Description of the task: Everything from the line with "pixels, height=411 pixels." to the end of the entries should be set down exactly, except the pictures.

Record extracts:
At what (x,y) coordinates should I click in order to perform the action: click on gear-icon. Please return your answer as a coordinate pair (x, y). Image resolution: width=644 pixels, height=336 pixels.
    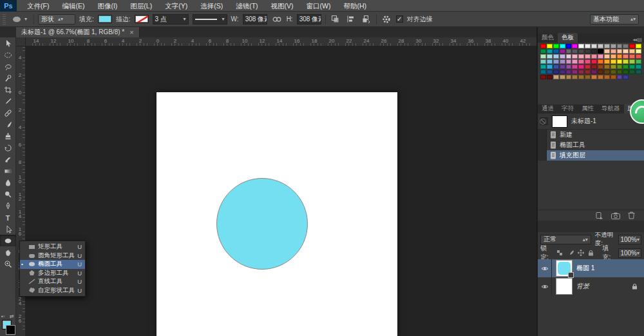
    Looking at the image, I should click on (386, 19).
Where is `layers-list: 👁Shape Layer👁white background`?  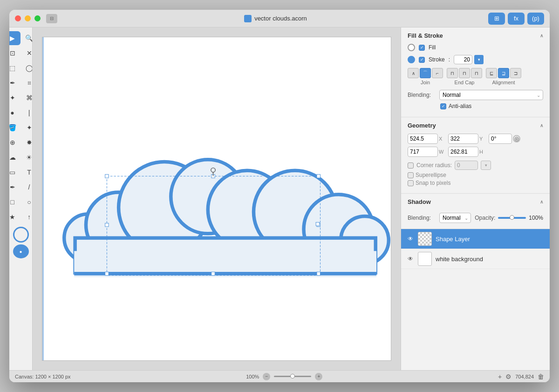
layers-list: 👁Shape Layer👁white background is located at coordinates (475, 249).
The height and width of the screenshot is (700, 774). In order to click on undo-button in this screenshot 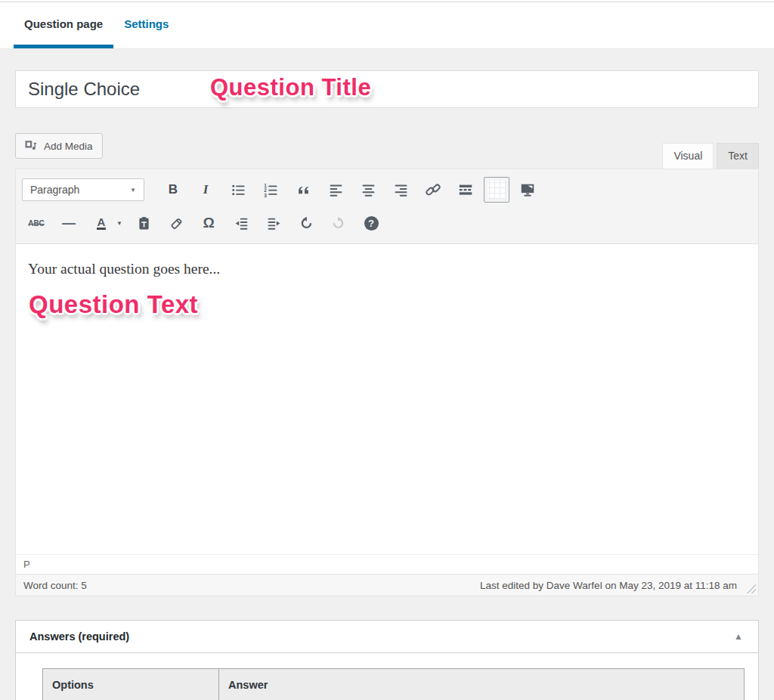, I will do `click(306, 223)`.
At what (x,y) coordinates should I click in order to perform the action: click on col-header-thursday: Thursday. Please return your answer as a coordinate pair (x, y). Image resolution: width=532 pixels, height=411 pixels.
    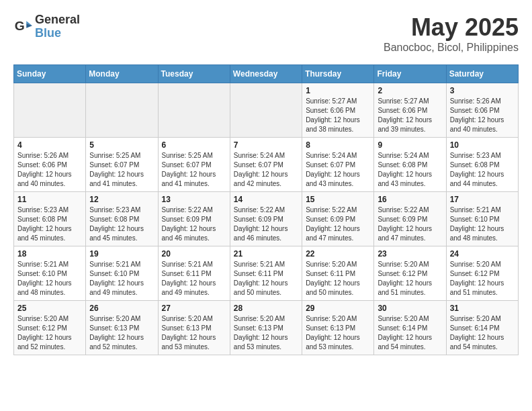
    Looking at the image, I should click on (339, 74).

Expected answer:
At what (x,y) coordinates should I click in order to perform the action: click on col-header-thursday: Thursday. Please return your answer as a coordinate pair (x, y). Image resolution: width=532 pixels, height=411 pixels.
    Looking at the image, I should click on (339, 74).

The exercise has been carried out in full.